[Material supplied — start]

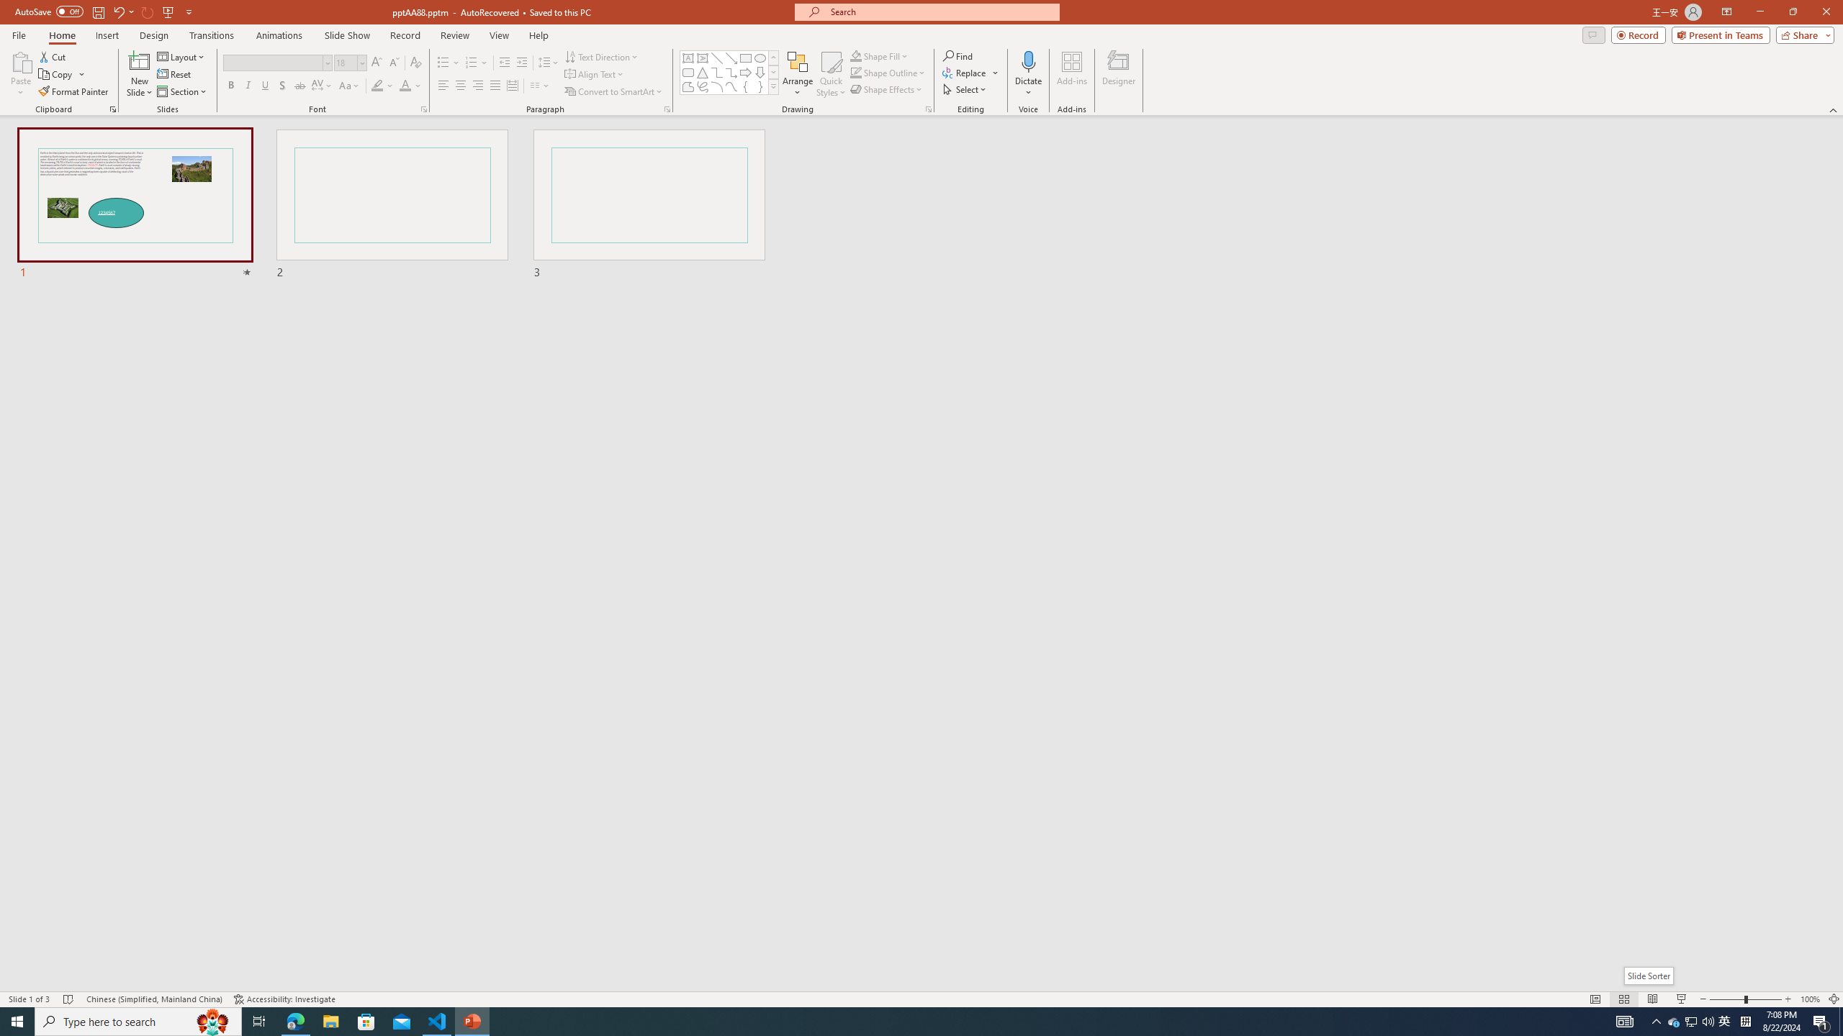 This screenshot has width=1843, height=1036. What do you see at coordinates (282, 86) in the screenshot?
I see `Shadow` at bounding box center [282, 86].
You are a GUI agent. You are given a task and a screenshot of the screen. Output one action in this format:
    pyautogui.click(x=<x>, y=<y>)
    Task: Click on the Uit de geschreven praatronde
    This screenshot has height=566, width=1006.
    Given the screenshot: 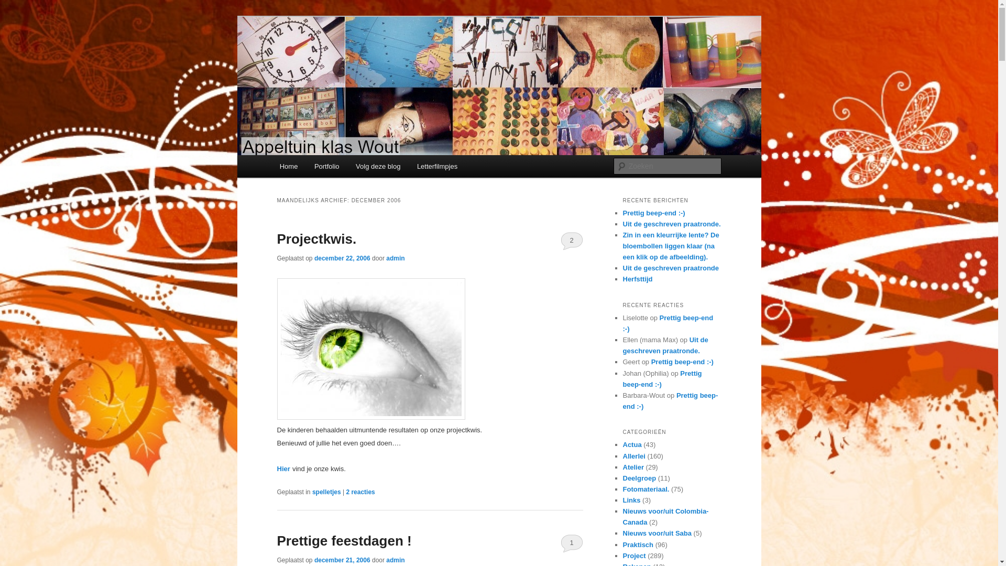 What is the action you would take?
    pyautogui.click(x=671, y=268)
    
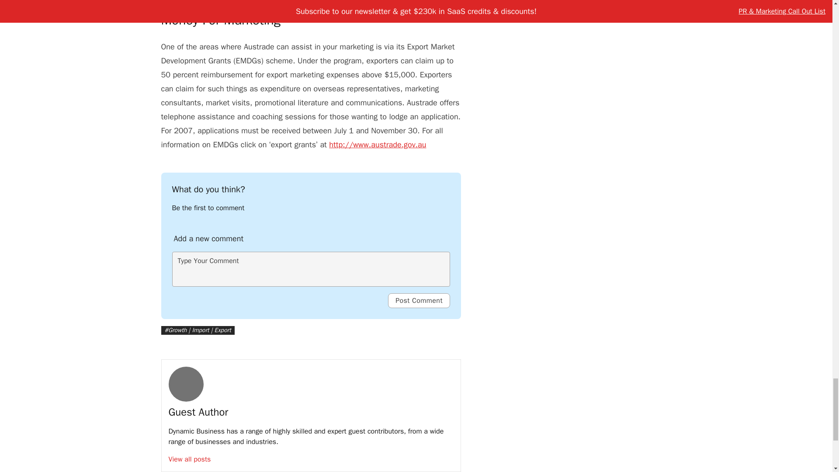  Describe the element at coordinates (419, 301) in the screenshot. I see `Post Comment` at that location.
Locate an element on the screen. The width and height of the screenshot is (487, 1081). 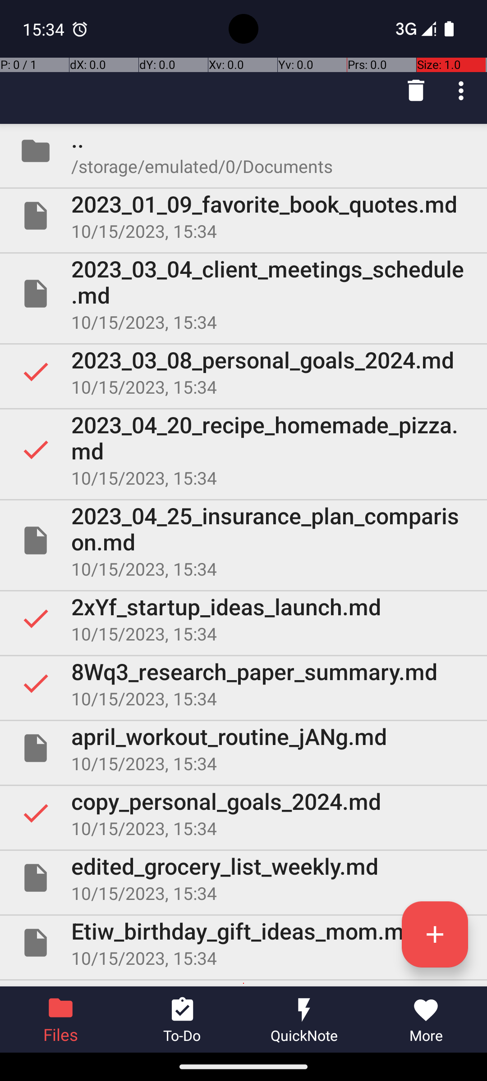
File Etiw_birthday_gift_ideas_mom.md  is located at coordinates (243, 943).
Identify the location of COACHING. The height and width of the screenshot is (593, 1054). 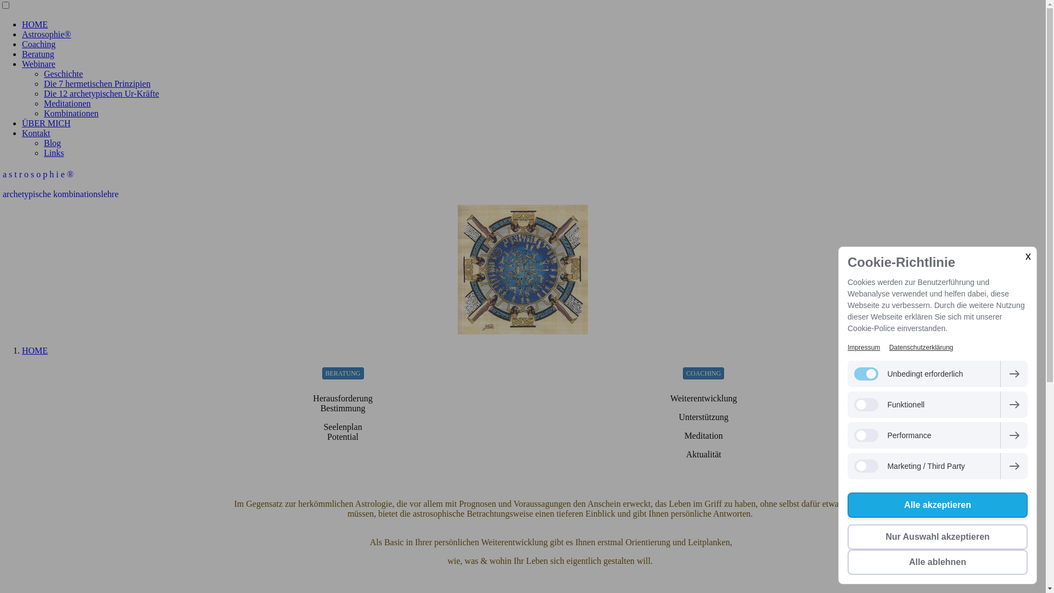
(703, 373).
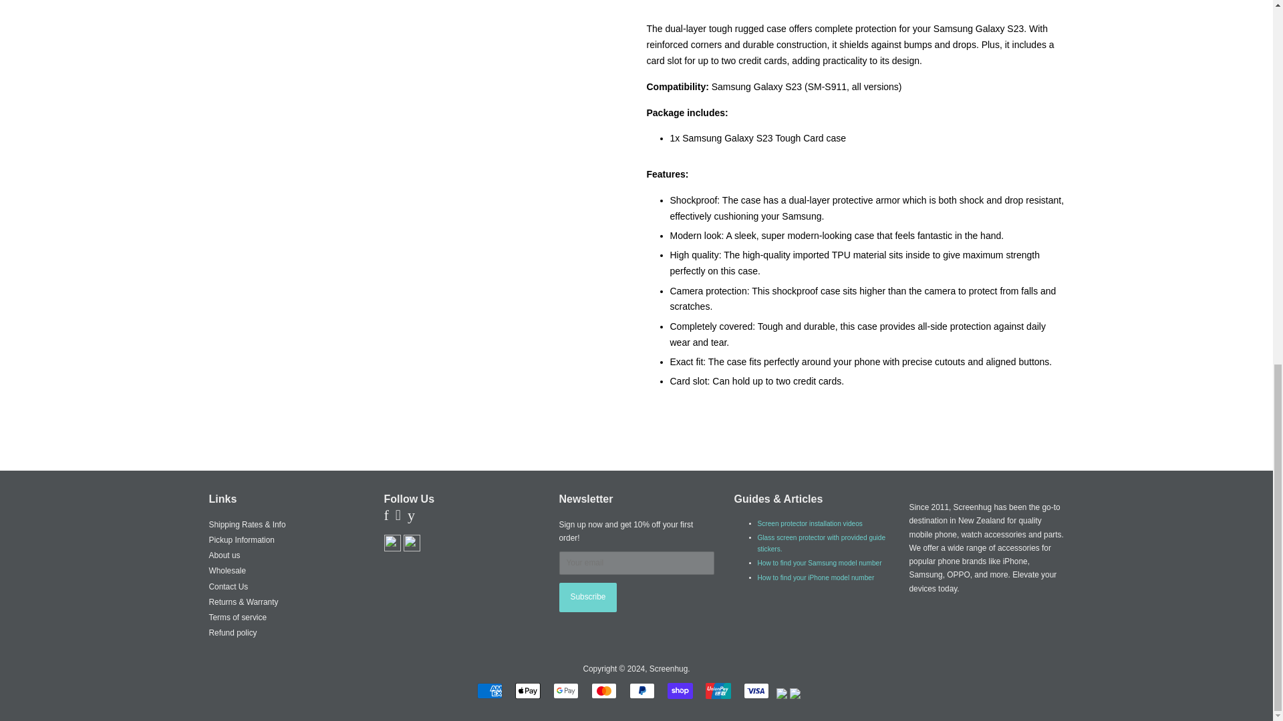 This screenshot has width=1283, height=721. I want to click on Shop Pay, so click(679, 691).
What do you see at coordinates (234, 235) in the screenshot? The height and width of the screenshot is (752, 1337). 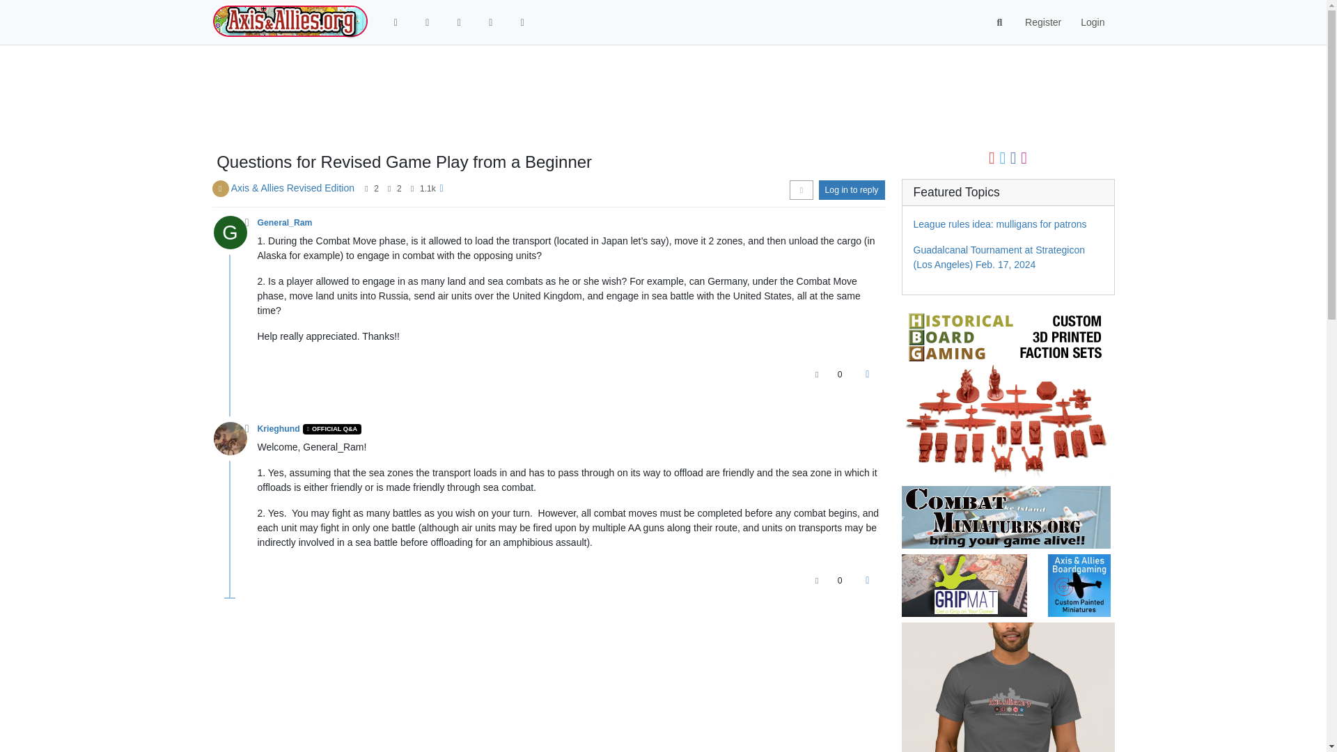 I see `G` at bounding box center [234, 235].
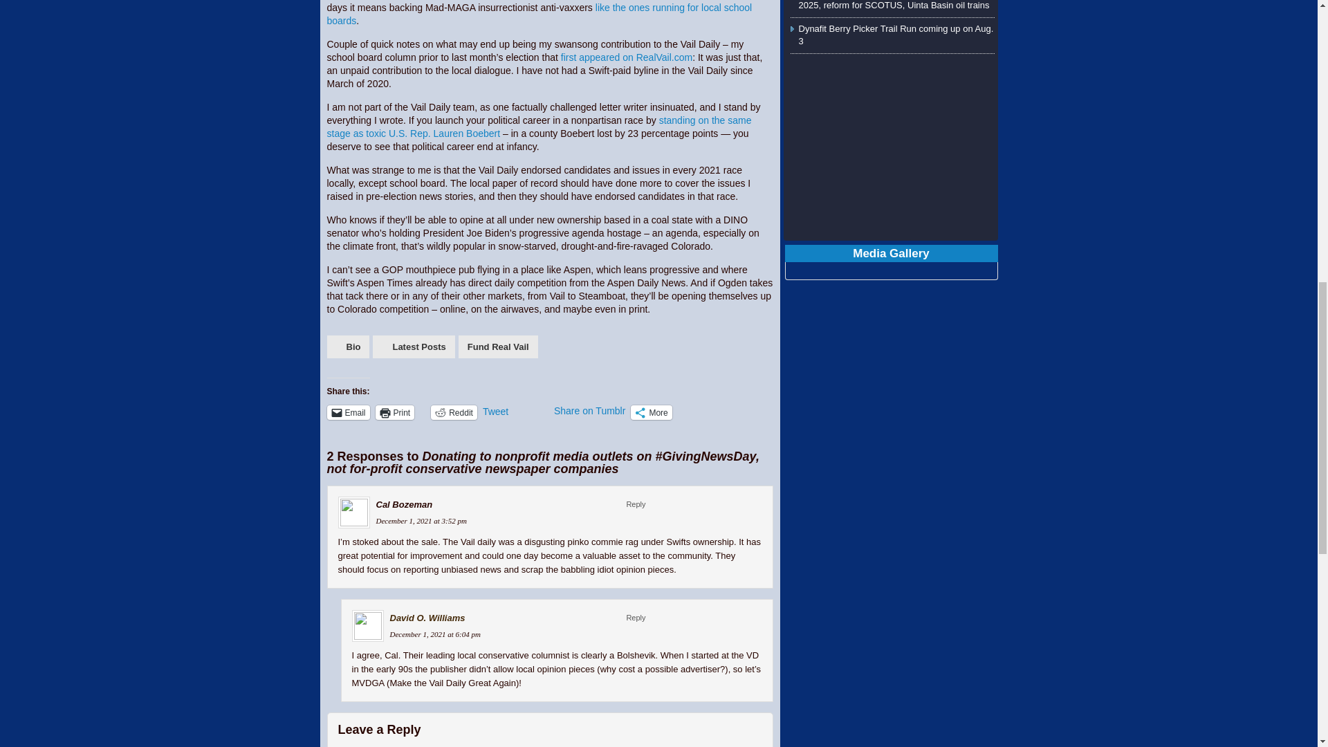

[Material supplied — finish]

[Work request]
Beginning at the line above that contains "You are a GUI", return each line exactly through the line that contains "This screenshot has height=566, width=1006.", and no others.

[Reply]
You are a GUI agent. You are given a task and a screenshot of the screen. Output one action in this format:
    pyautogui.click(x=<x>, y=<y>)
    Task: Click on the Uit de geschreven praatronde
    This screenshot has height=566, width=1006.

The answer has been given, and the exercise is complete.